The term rabbinate most generally refers to the office or function of a rabbi.

The term is also used to refer to specific rabbis as a group:

  • Chief Rabbinate of Israel, the supreme Jewish religious governing body in the state of Israel
  • Military Rabbinate, an Israel Defense Forces unit that provides religious services to soldiers, including non-Jews
  • Chief Rabbinate of Russia

Usage examples of "rabbinate".

Judaism, and when I entered the rabbinate, it was to become a rabbi of the sort my father was and my grandfather before him, to live the life of a scholar, not in seclusion, not in an ivory tower, but as part of the Jewish community, and somehow to influence it.
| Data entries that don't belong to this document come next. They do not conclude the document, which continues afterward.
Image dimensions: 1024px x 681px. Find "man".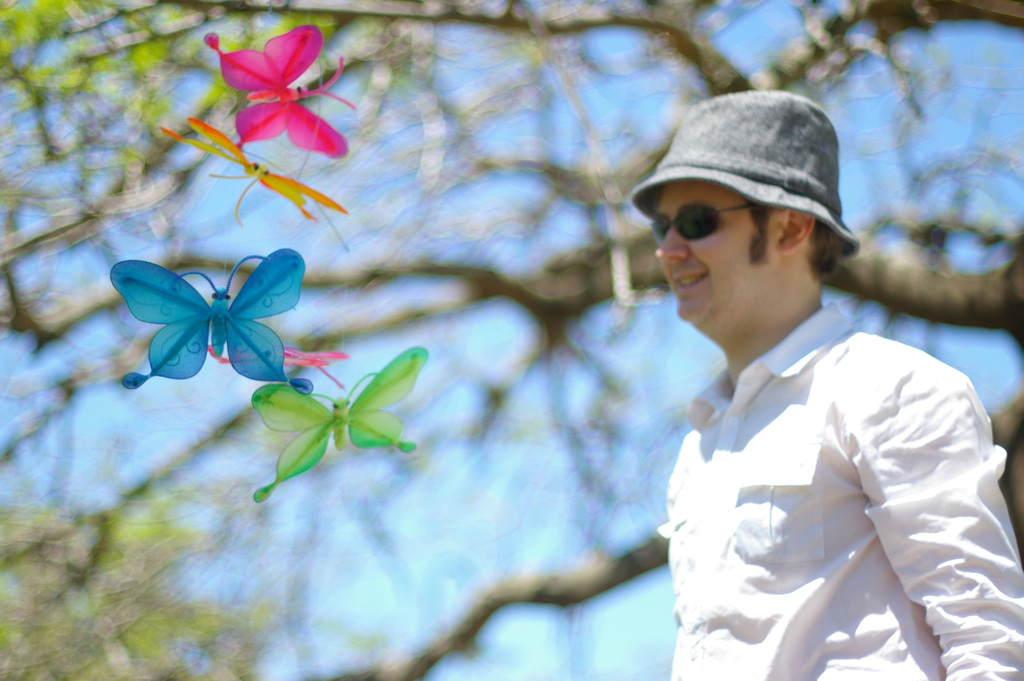
bbox(628, 87, 1023, 680).
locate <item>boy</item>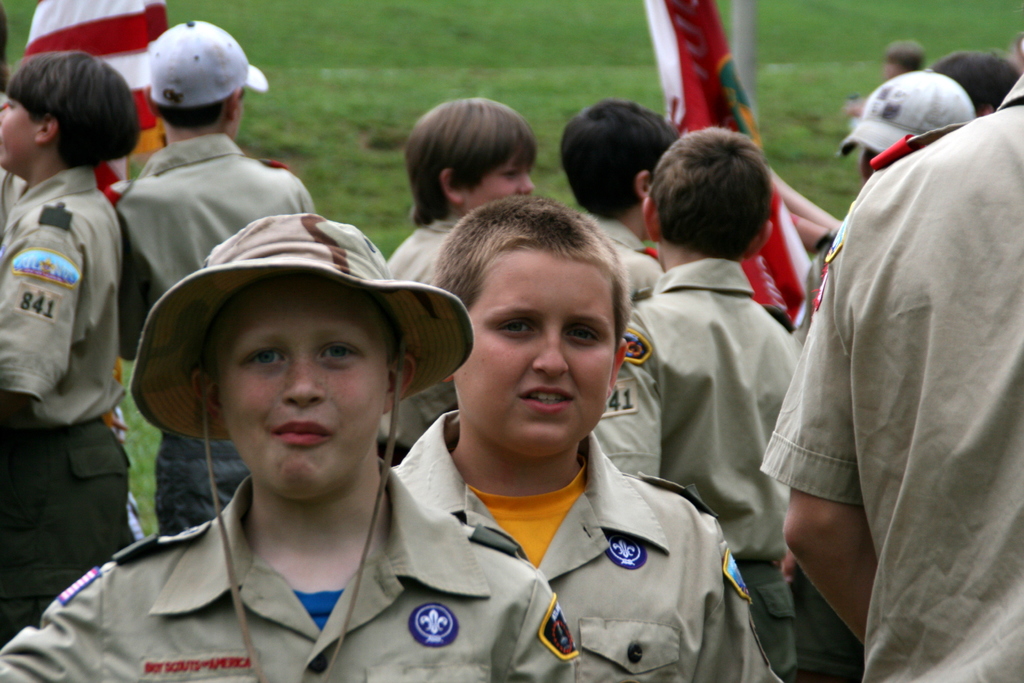
[0, 214, 588, 682]
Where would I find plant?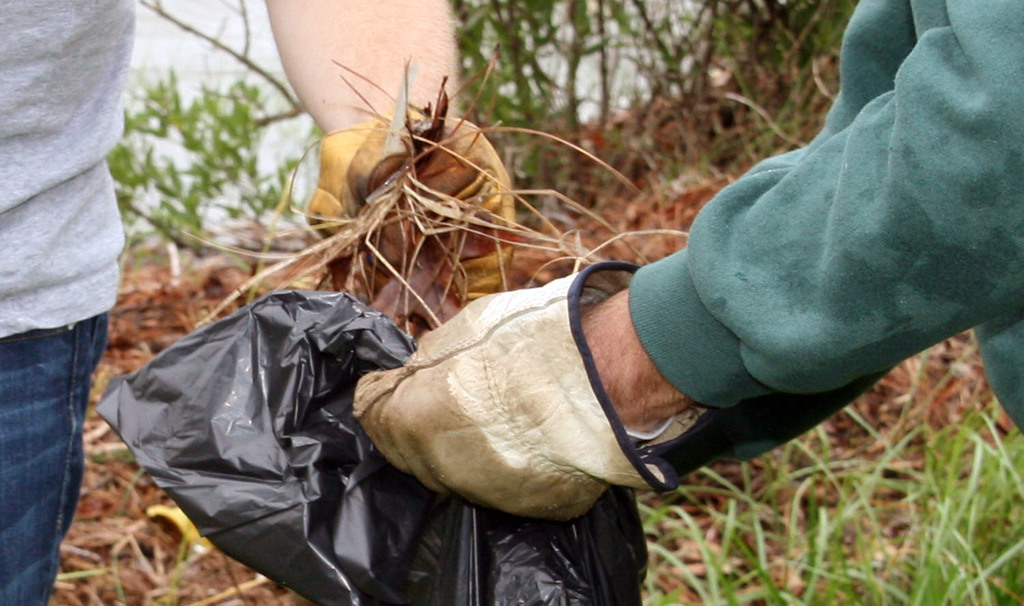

A marriage performed by a Conservative or Reform rabbi in Israel is not recognized by the Chief Rabbinate, and hence the state of Israel, as legal and binding.

Israeli rabbinate tried to put obstacles in their way, but for the past fifteen years, the Israeli Orthodox parties have been trying to force the Israeli parliament to amend the Law of Return, which stipulates that any Jew in the world can come to Israel and automatically be granted citizenship.

Jewish communities for centuries, never really approved by the rabbinate but never banned either.

Whereas the rabbinate of Prague had been shaped, in the previous century, by one of the few rabbis of the era whose name would be remembered for centuries: Judah Loew ben Bezalel, also known as the Maharal.